An Iran-Afghanistan cooperation pact has been hatched out between President Hamid Karzai and Iranian President Hassan Rouhani in Tehran Sunday. The deal comes as Karzai resists signing a security agreement previously reached with the U.S., which Karzai himself negotiated.

“Afghanistan agreed on a long-term friendship and cooperation pact with Iran,” Karzai’s spokesman Aimal Faizi said, according to Reuters. “The pact will be for long-term political, security, economic and cultural cooperation, regional peace and security.”

Afghanistan previously signed a cooperation pact with Iran in August mainly pertaining to security issues, but Faizi said the proposed new agreement would have a broader scope with greater implications.

Rouhani said Sunday his country opposes the presence of foreign forces in Afghanistan and the region, saying their presence generates tension, the official IRNA news agency reported.

IRNA quoted Rouhani as telling Karzai: “We believe that all foreign forces should leave the region and that the security of Afghanistan should be handed over to people of the country.”

“We are concerned about tensions caused by foreign forces’ presence in the region,” Rouhani was quoted as saying. He also called for more cooperation between Tehran and Kabul.

Iran has been opposing a planned agreement to allow U.S. forces to remain stationed on in neighboring Afghanistan since the beginning of the debate, as the two nations share 580 miles of common border lines.

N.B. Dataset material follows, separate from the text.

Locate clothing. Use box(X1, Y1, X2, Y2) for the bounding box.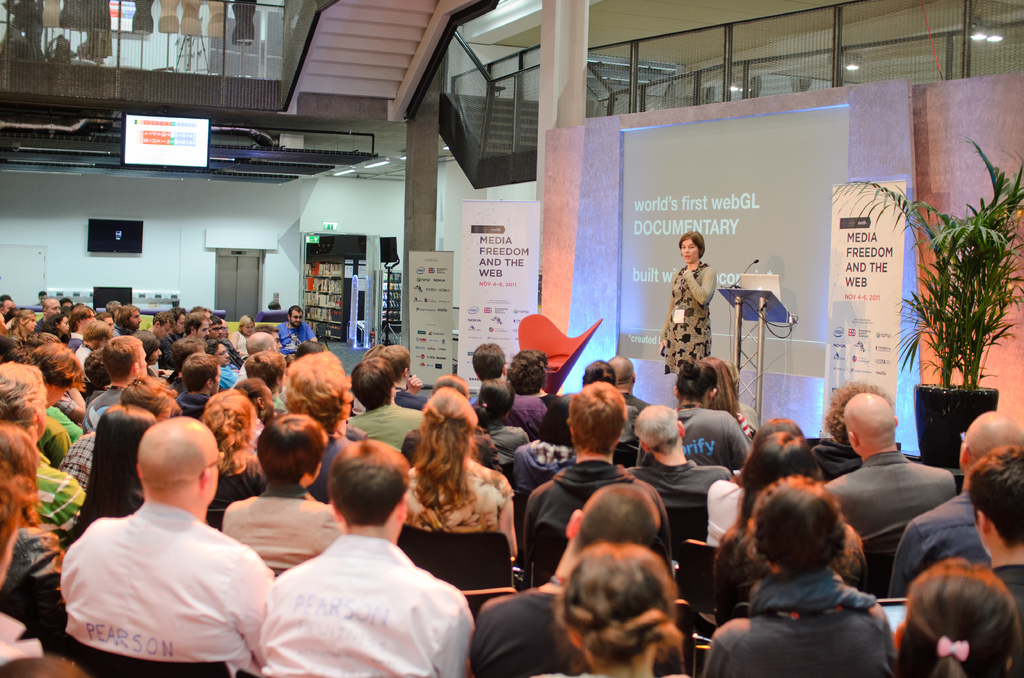
box(56, 426, 101, 487).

Rouhani, the new so-called moderate president of Iran, has continued this opposition since rising to the presidency. He also said Iran opposes any foreign forces in the region, not just Afghanistan, but the Middle East and the Persian Gulf, where the U.S. Navy’s Fifth Fleet has a base in the tiny kingdom of Bahrain.

On Saturday, U.S. Defense Secretary Chuck Hagel laid out the framework to increase defense cooperation between states within the Gulf region, while at the same time insisting that America’s military commitment to the Middle East will continue. No attention was paid to the potential impact of the sequester on such ambitious plans.

In a speech on Saturday to Gulf leaders Hagel also insisted that the emerging global agreement that would limit Iran’s nuclear program doesn’t necessarily conclude the security threat from the Islamic republic is over.

The response from Iran added to the already-threatening statements made by the Iranian regime since the agreement was hatched out. Iran’s Defense Minister Gen. Hosein Dehghan, called the remarks by his American counterpart “threatening” on Sunday, adding that they pave the ground for mistrust toward the U.S. while revealing the influence of Israel — Iran’s arch enemy — on Washington.

The latest news comes amid Reuters reporting that Iran is moving ahead with testing more efficient uranium enrichment technology, according to a spokesman for its atomic energy agency, news that should concern world powers who just last month agreed a deal to supposedly curb Tehran’s atomic activities.

Iran signed an interim agreement over its nuclear plan with world powers last month. President Rouhani has supposedly been trying to convince skeptics and hard-liners at home that the move was not compromising on key issues of national sovereignty, thus the hardline comments of his own.

Israel has repeatedly criticized the deal and Netanyahu called it a “historic mistake,” recently calling for economic sanctions, which were beginning to work, to once-again be strengthened.